DC Edit | Many challenges loom for Kharge as state polls near

Update: 2022-10-20 18:50 GMT
India's Congress party newly appointed president Mallikarjun Kharge gestures after addressing a press conference in New Delhi. (Photo: PTI)

With Mallikarjun Kharge was declared the new president of the Congress on Wednesday following the count of votes in the election for party chief, India’s party of Independence -- which has fallen on hard times in recent decades -- enters a new era. In the changed situation, outgoing president Sonia Gandhi, and her children Rahul and Priyanka, public figures in their own right, cannot exert official control in any manner or form. Will it be a brave new world for the Congress under Mr Kharge’s leadership?

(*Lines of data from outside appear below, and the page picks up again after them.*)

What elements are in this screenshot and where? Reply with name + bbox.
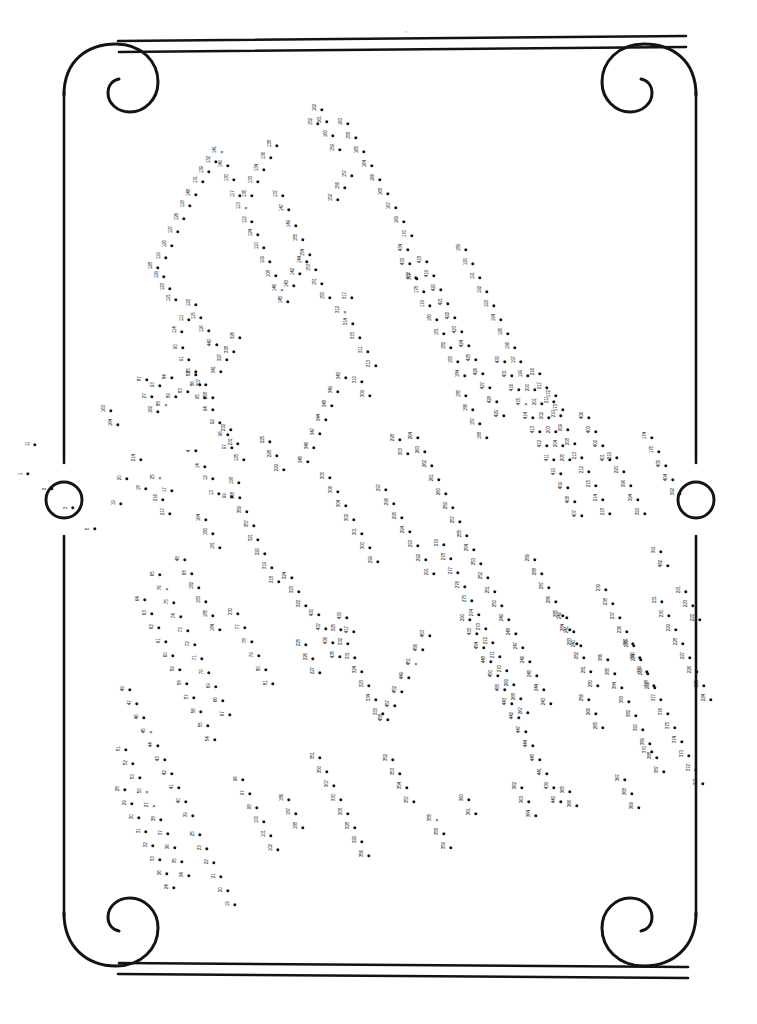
dot-number-label: 279 [435, 539, 440, 546]
dot-number-label: 178 [415, 286, 420, 293]
dot-number-label: 80 [257, 666, 262, 671]
dot-number-label: 48 [176, 556, 181, 561]
dot-marker [622, 470, 625, 473]
dot-number-label: 120 [163, 240, 168, 247]
dot-number-label: 431 [503, 370, 508, 377]
dot-number-label: 330 [229, 608, 234, 615]
dot-marker [238, 194, 241, 197]
dot-number-label: 224 [702, 694, 707, 701]
dot-number-label: 369 [630, 802, 635, 809]
dot-marker [170, 376, 173, 379]
dot-marker [478, 422, 481, 425]
dot-number-label: 288 [533, 568, 538, 575]
dot-number-label: 135 [243, 190, 248, 197]
dot-number-label: 20 [118, 475, 123, 480]
dot-number-label: 440 [552, 796, 557, 803]
dot-marker [680, 740, 683, 743]
dot-number-label: 406 [580, 412, 585, 419]
dot-marker [158, 384, 161, 387]
dot-marker [594, 484, 597, 487]
dot-marker [474, 812, 477, 815]
dot-marker [630, 792, 633, 795]
dot-number-label: 174 [643, 432, 648, 439]
dot-number-label: 219 [608, 452, 613, 459]
dot-marker [324, 627, 327, 630]
dot-number-label: 71 [193, 655, 198, 660]
dot-marker [150, 612, 153, 615]
dot-marker [400, 690, 403, 693]
dot-marker [360, 532, 363, 535]
dot-marker [346, 642, 349, 645]
dot-marker [527, 800, 530, 803]
dot-marker [416, 544, 419, 547]
dot-marker [339, 628, 342, 631]
dot-marker [172, 601, 175, 604]
dot-number-label: 360 [460, 794, 465, 801]
dot-marker [168, 512, 171, 515]
dot-number-label: 5 [86, 528, 91, 530]
dot-number-label: 367 [616, 774, 621, 781]
dot-marker [205, 847, 208, 850]
dot-number-label: 326 [231, 332, 236, 339]
dot-number-label: 116 [200, 325, 205, 332]
dot-marker [158, 573, 161, 576]
dot-number-label: 27 [143, 393, 148, 398]
dot-number-label: 351 [311, 752, 316, 759]
dot-number-label: 46 [135, 714, 140, 719]
dot-marker [362, 150, 365, 153]
dot-marker [164, 640, 167, 643]
dot-number-label: 228 [268, 450, 273, 457]
dot-number-label: 35 [173, 858, 178, 863]
dot-number-label: 393 [636, 508, 641, 515]
dot-marker [579, 644, 582, 647]
dot-marker [627, 700, 630, 703]
dot-number-label: 187 [471, 418, 476, 425]
dot-number-label: 277 [449, 567, 454, 574]
dot-number-label: 149 [287, 220, 292, 227]
dot-number-label: 387 [655, 766, 660, 773]
dot-number-label: 237 [611, 612, 616, 619]
dot-marker [463, 374, 466, 377]
dot-number-label: 249 [500, 614, 505, 621]
dot-number-label: 21 [212, 873, 217, 878]
dot-number-label: 287 [540, 582, 545, 589]
dot-marker [594, 430, 597, 433]
dot-number-label: 193 [485, 300, 490, 307]
dot-marker [176, 230, 179, 233]
dot-marker [320, 282, 323, 285]
dot-number-label: 169 [395, 216, 400, 223]
dot-number-label: 170 [403, 230, 408, 237]
dot-marker [275, 454, 278, 457]
dot-number-label: 56 [192, 708, 197, 713]
dot-number-label: 430 [310, 609, 315, 616]
dot-number-label: 430 [496, 356, 501, 363]
dot-number-label: 432 [407, 272, 412, 279]
dot-number-label: 252 [479, 572, 484, 579]
dot-marker [229, 428, 232, 431]
dot-marker [561, 408, 564, 411]
dot-number-label: 81 [264, 680, 269, 685]
dot-marker [287, 208, 290, 211]
dot-marker [533, 558, 536, 561]
dot-number-label: 439 [545, 782, 550, 789]
dot-marker [421, 648, 424, 651]
dot-number-label: 370 [643, 746, 648, 753]
dot-number-label: 165 [355, 146, 360, 153]
dot-marker [406, 452, 409, 455]
dot-number-label: 112 [243, 216, 248, 223]
dot-number-label: 12 [204, 475, 209, 480]
dot-number-label: 18 [137, 485, 142, 490]
dot-number-label: 180 [204, 528, 209, 535]
dot-number-label: 380 [631, 652, 636, 659]
dot-marker [566, 486, 569, 489]
dot-number-label: 183 [449, 356, 454, 363]
dot-marker [245, 510, 248, 513]
dot-number-label: 358 [231, 492, 236, 499]
dot-marker [568, 790, 571, 793]
dot-marker [596, 684, 599, 687]
dot-number-label: 441 [538, 768, 543, 775]
dot-number-label: 294 [401, 526, 406, 533]
dot-marker [274, 274, 277, 277]
dot-number-label: 63 [143, 610, 148, 615]
dot-marker [513, 346, 516, 349]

The new Congress leader’s challenges are many. The most important will be to aim for victory for his party and its allies in the next Lok Sabha poll in 2024 against a deadly ideological and political foe that is known to run a well-oiled propaganda and election machine and also controls the levers of power. Along the way, Assembly elections are due in a number of states, including his home state, Karnataka. The time is short. The first charge on Mr Kharge will be to wrest Karnataka from the BJP and improve his party’s standing in other poll-bound states, including Gujarat, BJP’s stronghold.

A quick-fire organisational response is needed immediately on the part of the Congress leader to secure these aims, a galvanising of its energies, and the boosting of morale. Deeper changes in the organisation, such as holding election for the Congress Working Committee in order to a create a new-look top tier, along with the revival of the Parliamentary Board, are much needed but can wait until the key state polls are done.  

Conventional wisdom has it that the Congress cannot survive without the Gandhis at the helm. This certainly appeared to be the case in the short interregnum when the late Sitaram Kesri was president before Sonia Gandhi took on the mantle after winning her presidential election in the most emphatic manner possible. We live in different times, however. While the Gandhis were and remain the booster factor in the Congress the good cholesterol, so to say, they must be aware that in the present day the dynasty factor has been used as a powerful propaganda weapon against their party.

When she ceased to be president upon the conclusion of the Congress presidential poll, Mrs Gandhi noted that she was waiting for this day. This is a positive start. But the Gandhis cannot simply fade away. They must provide solace and quiet constructive support for the future steps the party may take under its new leader, strictly adhering to the protocols of discipline, written and unwritten. This will add lustre to the Bharat Jodo Yatra on which Rahul Gandhi, himself a former party president, has launched, enthusing his party and others.
The Gandhi family is esteemed in the post-Independence Congress because it has historically been seen to be above the fray in inner factional politics and matters pertaining to case, religion and language. It stayed neutral in the election for party chief being held after nearly a quarter century. After the poll, the losing candidate, the high profile and charming Shashi Tharoor who was billed in the media as the non-establishment candidate, called the Gandhis a pillar of strength for the party. As before, the Gandhis can bring to the party ideological energy and a democratic and modernist outlook.

Much is being made of Mr Kharge’s age -- he is 80 -- in some quarters. This is no handicap for a person with experience, and an awareness of the party’s past as well as imagination for the present.